Arrow-right Camera
The Spokesman-Review Newspaper
Spokane, Washington  Est. May 19, 1883

Some feel endangered by orca recovery plan


A pod of orcas rests together in a tight grouping in Haro Strait.  
 (File Associated Press / The Spokesman-Review)
Lynda V. Mapes Seattle Times

HARO STRAIT – Sleek and fast, more than a dozen orcas slice through this busy waterway, astonishing kayakers as the 9,000-pound killer whales dive under the boats.

These mammals, some nearly a century old, have seen and survived it all: fishermen detonating dynamite charges underwater and defending their catch by shooting them; captures for sale at a fat profit to aquariums.

Those days are over. But today Puget Sound’s southern resident orcas still run a deadly gantlet.

Their favorite food, chinook salmon, also are threatened with extinction. Puget Sound is loaded with toxins and pollution, and its shorelines are encrusted with housing, industrial development, farms and pavement.

Prior to 1800, there may have been more than 200 southern resident orcas. Today, there are about 89. And the federal government has brought in a hammer – the Endangered Species Act – to protect the orca.

But recovery will be difficult. Orcas are at the top of the Puget Sound food chain, and their depletion is an indicator of a deeply troubled ecosystem, many scientists say.

And any proposals to save the orca are guaranteed to rile development, industry and shipping interests, along with many others who depend on Puget Sound for their living.
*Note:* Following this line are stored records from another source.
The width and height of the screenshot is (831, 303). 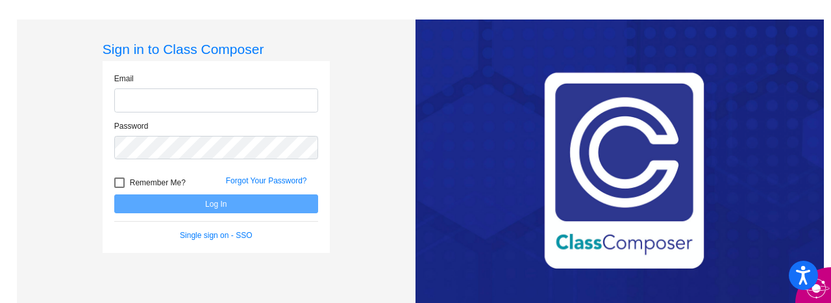 I want to click on a: Single sign on - SSO, so click(x=216, y=235).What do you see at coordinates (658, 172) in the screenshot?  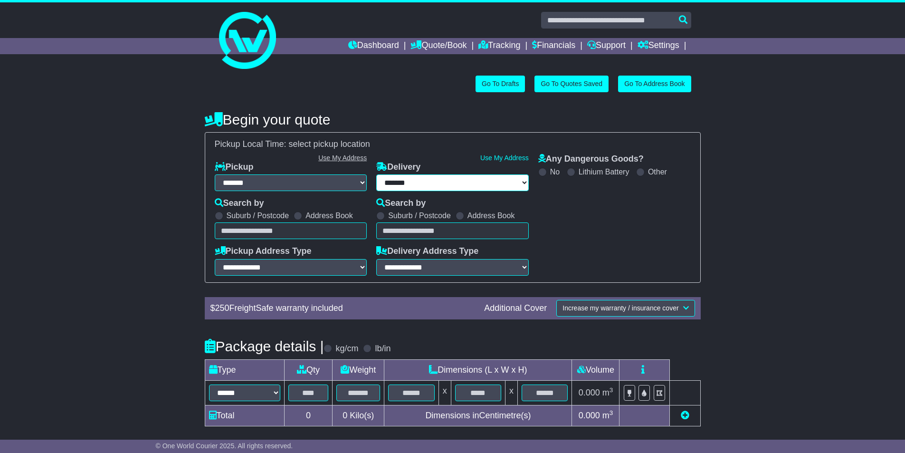 I see `label: Other` at bounding box center [658, 172].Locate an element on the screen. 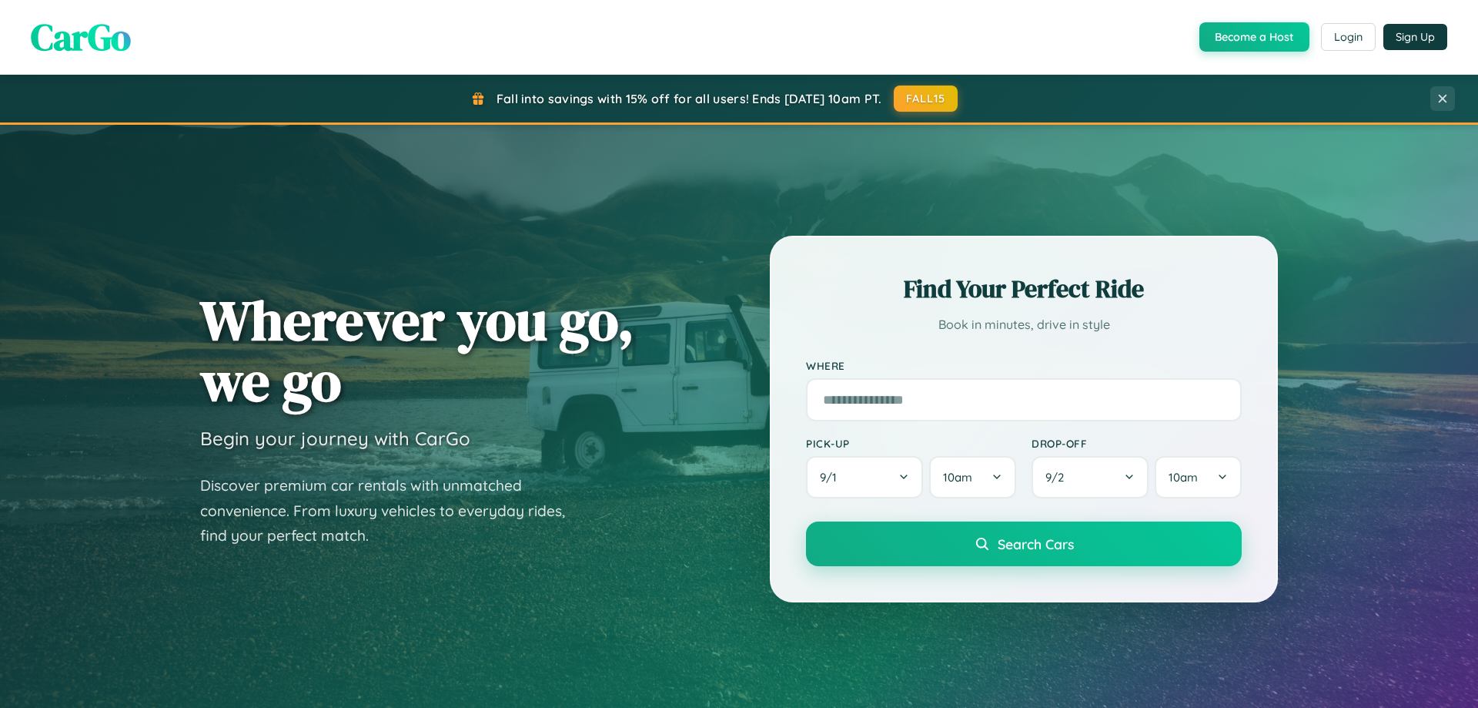 This screenshot has width=1478, height=708. h1: Wherever you go, we go is located at coordinates (417, 350).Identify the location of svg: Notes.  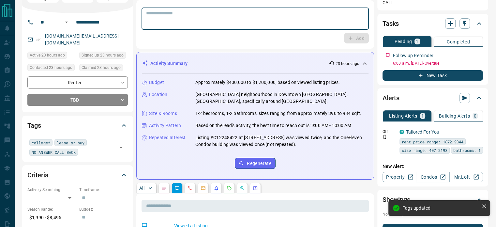
(164, 188). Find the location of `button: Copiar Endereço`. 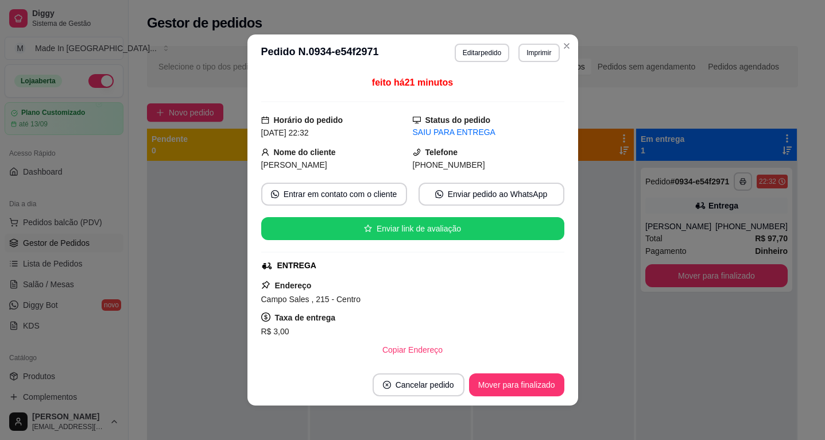

button: Copiar Endereço is located at coordinates (412, 350).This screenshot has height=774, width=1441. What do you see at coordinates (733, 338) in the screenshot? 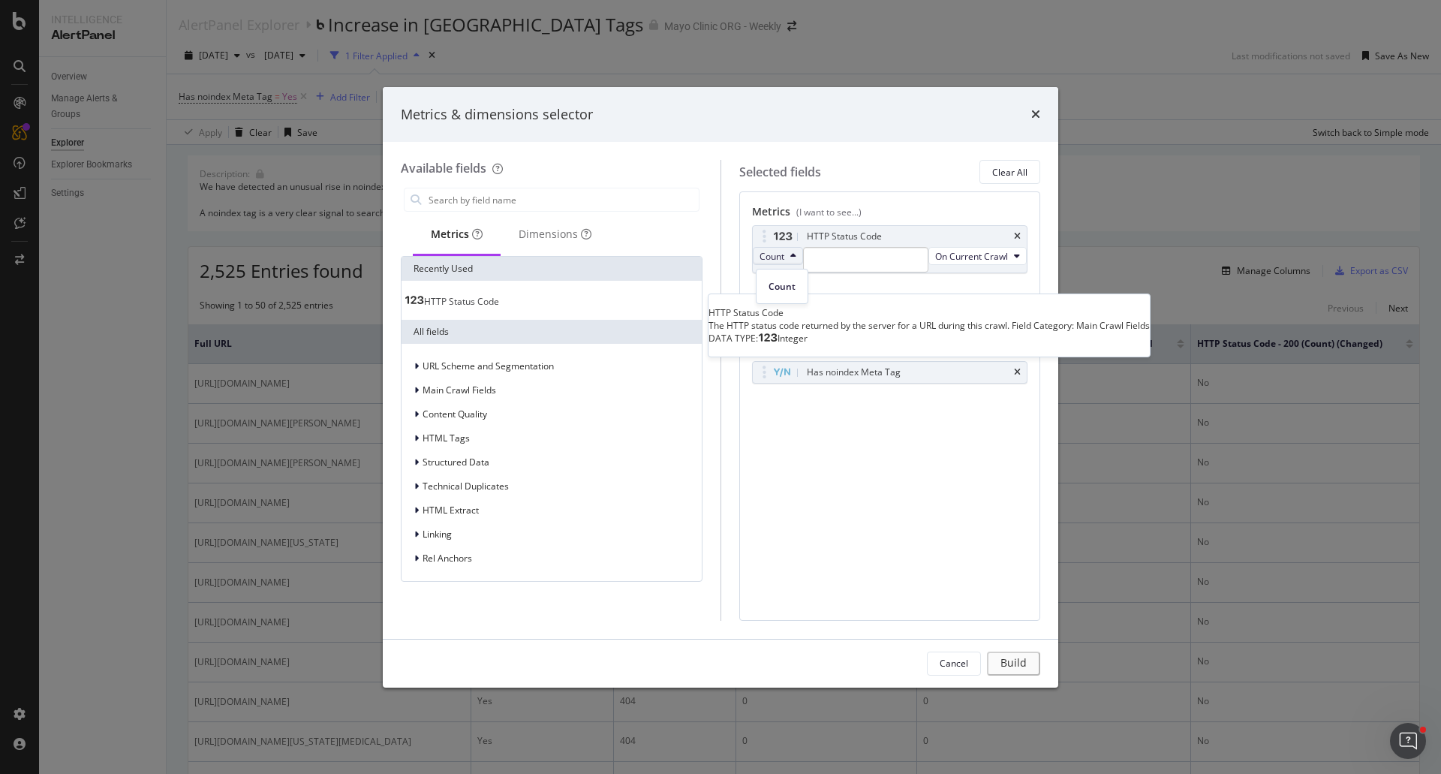
I see `span: DATA TYPE:` at bounding box center [733, 338].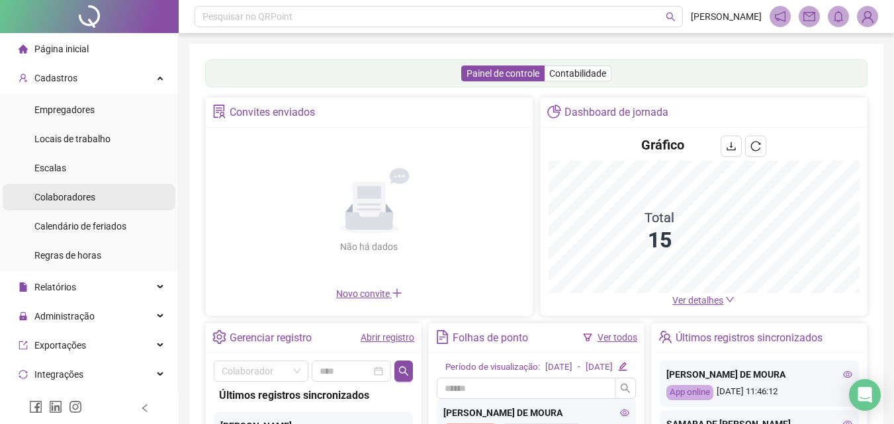  Describe the element at coordinates (56, 407) in the screenshot. I see `span: linkedin` at that location.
Building, property rights and farming interests already are suing to throw out the listing.

“I see catastrophic economic impacts,” said Tim Harris, general counsel for the Building Industry Association of Washington, a plaintiff in the suit. “I see it slowing and crippling development, driving up housing costs and hurting jobs.”

And saving these creatures, experts say, will require operating in a realm of great uncertainty, and waiting to see results years down the road.

The bottom line: There’s no quick, sure recipe for orca recovery.

The southern resident orcas are one of three forms in the northeastern Pacific and are organized into three pods: J, K and L. Unlike the other populations, southern residents spend a lot of time in Puget Sound, especially in late spring, summer and fall. Scientists know little about their movements the rest of the year.

Southern residents also are distinguished by their diet: They are believed to eat only fish, especially salmon, while other orcas eat seals and other marine mammals.

Southern residents were listed as endangered last year, triggering the requirement to designate a critical habitat for them, now proposed to cover more than 2,500 square miles of Puget Sound, excluding military bases, Hood Canal, near shore and coastal waters.

The federal fisheries service also must create a recovery plan relying, in part, on a conservation plan already in the works, as well as additional advice and comments from scientists and the public.

Yet, despite 30 years of intense study, it’s still unclear which threats are most significant to the southern residents. But a recovery plan is expected to focus on three potential risk factors: food, pollution and vessel effects, including noise.

“There are a lot of gaps in what we know about how these various factors may be affecting the whales,” said Brent Norberg, marine-mammal coordinator for the Northwest regional office of the federal fisheries service. “We don’t have a smoking gun that says, ‘If we fix this piece, and that piece, everything will be rosy.’ “

Researchers are trying to fill in the blanks by studying everything from the orcas’ numbers and movements to the effects of noise and vessel traffic.

“Not knowing what the stressors are makes it hard,” Norberg said. “And these animals are so long-lived, and take so long to reach maturity, it will take a long time to know if recovery is working.”

As a first step, the recovery plan could call for rebuilding salmon runs.

Adults must eat up to about 34 adult salmon a day, and they prefer big, fat and nutrient-rich chinook. Juveniles have big appetites as well, devouring as many as 17 adult salmon a day. But Puget Sound chinook are listed as a threatened species.

Orca recovery could mean reductions in commercial and recreational fishing within the designated critical habitat – as much as 5 percent to 50 percent.

The recovery plan might suggest bolstering other salmon-recovery efforts throughout the region, including the Columbia and Snake rivers.

Secondly, the recovery plan is expected to seek a reduction in pollution and chemical contamination. That would mean addressing industrial-waste disposal, agricultural and household use of chemicals. It also would mean dealing with discharge from wastewater and storm water. And it would mean cleaning up contaminated sites and sediments.

The recovery plan also might call for calmer, quieter waters.

Orcas find their food by sight and sound. And they use their sensitive hearing and a kind of sonar not only to nail prey, but to communicate and navigate. For them, underwater noise is the equivalent of fog for humans, some scientists have concluded. Noise makes it harder for orcas to find what they are looking for, and it may damage their hearing, or at least cause stress.

Yet the Puget Sound and adjoining Haro Strait are among the busiest waterways in the world.

So the recovery plan probably would call for evaluating the need for limits, including how closely vessels of all kinds may approach orcas; closing some areas to boat traffic at certain times; and speed restrictions.